Abolish religion if you like. Throw everything on secular government if you like. But do not be surprised if a machinery that was never meant to do anything but secure external decency and order fails to secure internal honesty and peace.

– Chesterton

The Will: from Control to Attack

“The transmission of human life is a most serious role in which married people collaborate freely and responsibly with God the Creator. It has always been a source of great joy to them, even though it sometimes entails many difficulties and hardships.

“The fulfillment of this duty has always posed problems to the conscience of married people, but the recent course of human society and the concomitant changes have provoked new questions.
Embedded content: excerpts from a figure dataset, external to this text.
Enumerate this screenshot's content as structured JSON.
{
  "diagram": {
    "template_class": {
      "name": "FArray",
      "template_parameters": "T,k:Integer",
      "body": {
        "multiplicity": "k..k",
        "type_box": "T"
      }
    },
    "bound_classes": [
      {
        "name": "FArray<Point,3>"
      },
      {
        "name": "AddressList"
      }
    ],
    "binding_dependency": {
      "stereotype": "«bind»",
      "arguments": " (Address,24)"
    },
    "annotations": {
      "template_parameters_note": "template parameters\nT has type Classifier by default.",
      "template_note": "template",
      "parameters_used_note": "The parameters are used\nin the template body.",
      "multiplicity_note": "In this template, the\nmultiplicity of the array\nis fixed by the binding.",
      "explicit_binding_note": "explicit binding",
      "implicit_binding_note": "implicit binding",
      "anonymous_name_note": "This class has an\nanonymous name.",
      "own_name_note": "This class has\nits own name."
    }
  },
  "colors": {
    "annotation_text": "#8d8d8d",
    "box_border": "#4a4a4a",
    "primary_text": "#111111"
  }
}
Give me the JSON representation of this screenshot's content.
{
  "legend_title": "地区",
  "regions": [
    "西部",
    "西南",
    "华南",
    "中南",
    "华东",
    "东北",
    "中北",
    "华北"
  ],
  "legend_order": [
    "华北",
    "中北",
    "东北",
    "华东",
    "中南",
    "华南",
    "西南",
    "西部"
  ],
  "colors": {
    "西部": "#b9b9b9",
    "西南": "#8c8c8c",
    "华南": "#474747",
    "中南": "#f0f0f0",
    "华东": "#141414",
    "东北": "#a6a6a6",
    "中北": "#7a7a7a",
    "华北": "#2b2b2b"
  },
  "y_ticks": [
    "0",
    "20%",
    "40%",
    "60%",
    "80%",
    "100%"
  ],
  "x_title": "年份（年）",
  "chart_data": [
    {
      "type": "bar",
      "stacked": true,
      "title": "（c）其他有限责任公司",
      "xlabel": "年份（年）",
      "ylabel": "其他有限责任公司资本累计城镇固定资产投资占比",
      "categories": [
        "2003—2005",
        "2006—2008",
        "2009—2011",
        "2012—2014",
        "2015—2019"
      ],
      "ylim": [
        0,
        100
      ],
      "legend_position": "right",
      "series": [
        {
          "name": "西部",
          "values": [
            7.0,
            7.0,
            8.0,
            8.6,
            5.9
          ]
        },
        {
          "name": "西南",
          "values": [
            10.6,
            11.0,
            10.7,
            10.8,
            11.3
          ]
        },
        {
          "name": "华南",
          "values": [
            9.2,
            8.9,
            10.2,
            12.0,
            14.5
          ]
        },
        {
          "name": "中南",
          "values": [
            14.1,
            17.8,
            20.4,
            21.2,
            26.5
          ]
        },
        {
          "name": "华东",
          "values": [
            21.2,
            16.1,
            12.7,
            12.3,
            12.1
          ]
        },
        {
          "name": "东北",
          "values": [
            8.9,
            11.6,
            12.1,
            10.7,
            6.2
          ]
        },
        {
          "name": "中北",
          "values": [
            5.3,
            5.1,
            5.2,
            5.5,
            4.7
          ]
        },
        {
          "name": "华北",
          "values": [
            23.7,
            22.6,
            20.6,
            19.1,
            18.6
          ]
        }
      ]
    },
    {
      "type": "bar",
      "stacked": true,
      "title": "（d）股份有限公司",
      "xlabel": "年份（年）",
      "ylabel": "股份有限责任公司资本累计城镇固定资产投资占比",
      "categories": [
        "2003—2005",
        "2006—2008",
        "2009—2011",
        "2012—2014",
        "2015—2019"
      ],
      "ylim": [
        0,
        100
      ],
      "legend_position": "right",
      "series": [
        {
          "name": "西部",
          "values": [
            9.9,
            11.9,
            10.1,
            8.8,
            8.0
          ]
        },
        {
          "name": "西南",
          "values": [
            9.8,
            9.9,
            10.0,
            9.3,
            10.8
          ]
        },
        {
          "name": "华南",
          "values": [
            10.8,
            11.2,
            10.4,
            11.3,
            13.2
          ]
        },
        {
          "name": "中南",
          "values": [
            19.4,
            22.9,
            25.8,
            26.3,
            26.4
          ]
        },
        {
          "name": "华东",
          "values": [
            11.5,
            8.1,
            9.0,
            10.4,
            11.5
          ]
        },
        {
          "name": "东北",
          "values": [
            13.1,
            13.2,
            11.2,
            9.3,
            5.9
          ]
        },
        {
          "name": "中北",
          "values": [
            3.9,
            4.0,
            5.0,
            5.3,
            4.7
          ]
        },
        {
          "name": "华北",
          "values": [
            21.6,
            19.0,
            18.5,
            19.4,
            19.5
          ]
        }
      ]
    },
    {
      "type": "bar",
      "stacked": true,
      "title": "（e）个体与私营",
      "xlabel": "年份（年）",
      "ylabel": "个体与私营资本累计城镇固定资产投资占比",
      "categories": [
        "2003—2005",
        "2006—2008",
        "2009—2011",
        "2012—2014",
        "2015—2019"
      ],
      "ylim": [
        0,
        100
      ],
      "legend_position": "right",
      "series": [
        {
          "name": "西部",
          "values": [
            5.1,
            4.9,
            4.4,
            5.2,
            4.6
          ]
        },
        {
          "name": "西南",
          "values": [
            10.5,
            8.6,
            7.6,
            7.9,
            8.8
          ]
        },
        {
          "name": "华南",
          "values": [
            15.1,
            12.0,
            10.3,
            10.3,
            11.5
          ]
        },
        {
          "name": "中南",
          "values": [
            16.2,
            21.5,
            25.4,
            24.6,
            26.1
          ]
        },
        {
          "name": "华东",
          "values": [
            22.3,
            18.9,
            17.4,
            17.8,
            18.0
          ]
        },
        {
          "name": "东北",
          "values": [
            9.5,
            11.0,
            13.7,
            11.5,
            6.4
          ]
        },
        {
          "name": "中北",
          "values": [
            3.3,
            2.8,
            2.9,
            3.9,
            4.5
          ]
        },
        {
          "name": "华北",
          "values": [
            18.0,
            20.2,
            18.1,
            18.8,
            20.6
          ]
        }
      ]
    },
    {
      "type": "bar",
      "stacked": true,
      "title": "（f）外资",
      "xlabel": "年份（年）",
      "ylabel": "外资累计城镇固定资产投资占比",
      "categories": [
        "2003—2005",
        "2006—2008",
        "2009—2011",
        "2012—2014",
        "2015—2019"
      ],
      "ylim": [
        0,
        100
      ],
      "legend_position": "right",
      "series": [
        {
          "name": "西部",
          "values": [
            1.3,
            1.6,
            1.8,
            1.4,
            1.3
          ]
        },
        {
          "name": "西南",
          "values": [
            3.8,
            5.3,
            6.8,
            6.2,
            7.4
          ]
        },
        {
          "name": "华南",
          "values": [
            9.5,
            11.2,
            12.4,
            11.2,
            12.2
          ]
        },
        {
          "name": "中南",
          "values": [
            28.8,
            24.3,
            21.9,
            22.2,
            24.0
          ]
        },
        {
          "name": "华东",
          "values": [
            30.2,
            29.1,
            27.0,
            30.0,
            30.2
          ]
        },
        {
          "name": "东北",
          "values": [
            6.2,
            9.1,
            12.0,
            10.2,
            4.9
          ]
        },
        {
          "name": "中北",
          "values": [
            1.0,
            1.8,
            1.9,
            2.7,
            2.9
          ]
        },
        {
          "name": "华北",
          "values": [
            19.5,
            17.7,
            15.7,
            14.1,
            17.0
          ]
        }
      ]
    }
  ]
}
The Church cannot ignore these questions, for they concern matters intimately connected with the life and happiness of human beings.

“But the most remarkable development of all is to be seen in man’s stupendous progress in the domination and rational organization of the forces of nature to the point that he is endeavoring to extend this control over every aspect of his own life—over his body, over his mind and emotions, over his social life, and even over the laws that regulate the transmission of life.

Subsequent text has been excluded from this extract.